Sudden, underground scents, smoky asphalt, that stench of oppression. My train, I knew, would sardine-squash me. It would tantalise through the proximity of the many commuters, flesh-packed. I’d be close enough to touch city-intensified acne careening down faces, as rock craters, as speckled beauty.

Body-filled moments before the hotel, where I would slip inwardly against the world. I was addicted here. Even for this little portion of time. Even though my limbs creaked and any touch, brush of body, sparked a disproportionate rage inside me and an instinct to lash out.

Onboard I grew more tense with every station. But, not many further clamours on this mode – my trip to the megacity was reaching its end point. Just four more nights. Then I’d return from the outpost, business completed. Did I really want to leave? I wasn’t sure.
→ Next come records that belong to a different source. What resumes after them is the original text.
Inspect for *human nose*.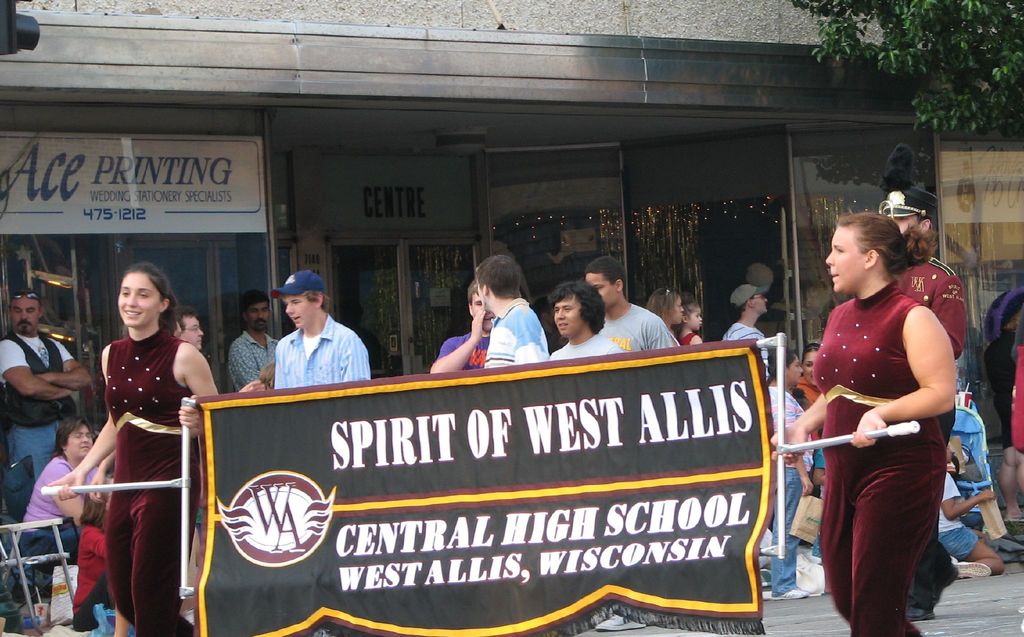
Inspection: box(799, 367, 803, 371).
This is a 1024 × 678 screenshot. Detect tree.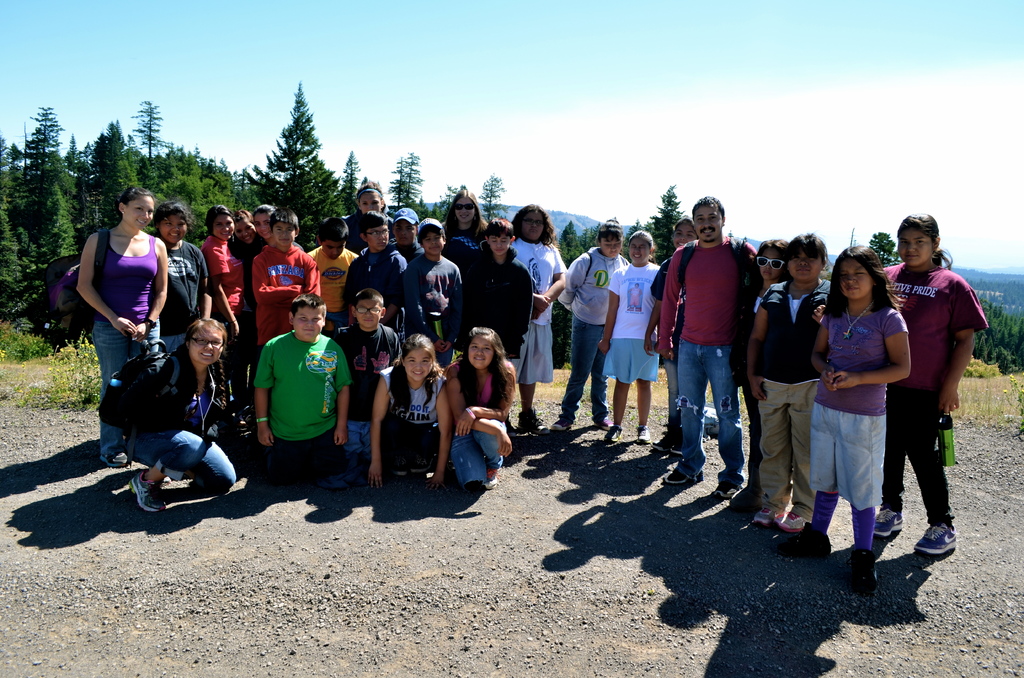
868 225 909 270.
From the position I’d been cramped into in the carriage, at a strange angle between two or more contorted travellers, I made out the network map, its multicoloured tendrils flowering free in all directions. In my reverie I saw the lines expanding, the depths of an already ginormous urban blob being extended. Dimensions growing. I wanted to lock into the fresh opportunities unearthed by the change. I’d outgrown the existing routes. I craved uncharted journeys, totally pristine impressions. Impossible tunnels of newness not yet and maybe never built.

Then, an alarming voice, Once, then twice. I snapped out of my cocoon. Scurried free just before the opposite flow of people could crunch me back in the carriage as the doors swept open. In no time I’d left the crowds and was, once more, following a self-drawn line to my lodgings, moving down a coil-shaped lane in balmy-cold air. Blaring techno from the outside-inside stalls, or rather snippets of it. Foreign words shouted, pleasantries made violent by unfamiliarity. Dogs’ bark-echoes. And again the wallpaper of light-freckled supertowers, with no visible ending. The depths of the city buzzing.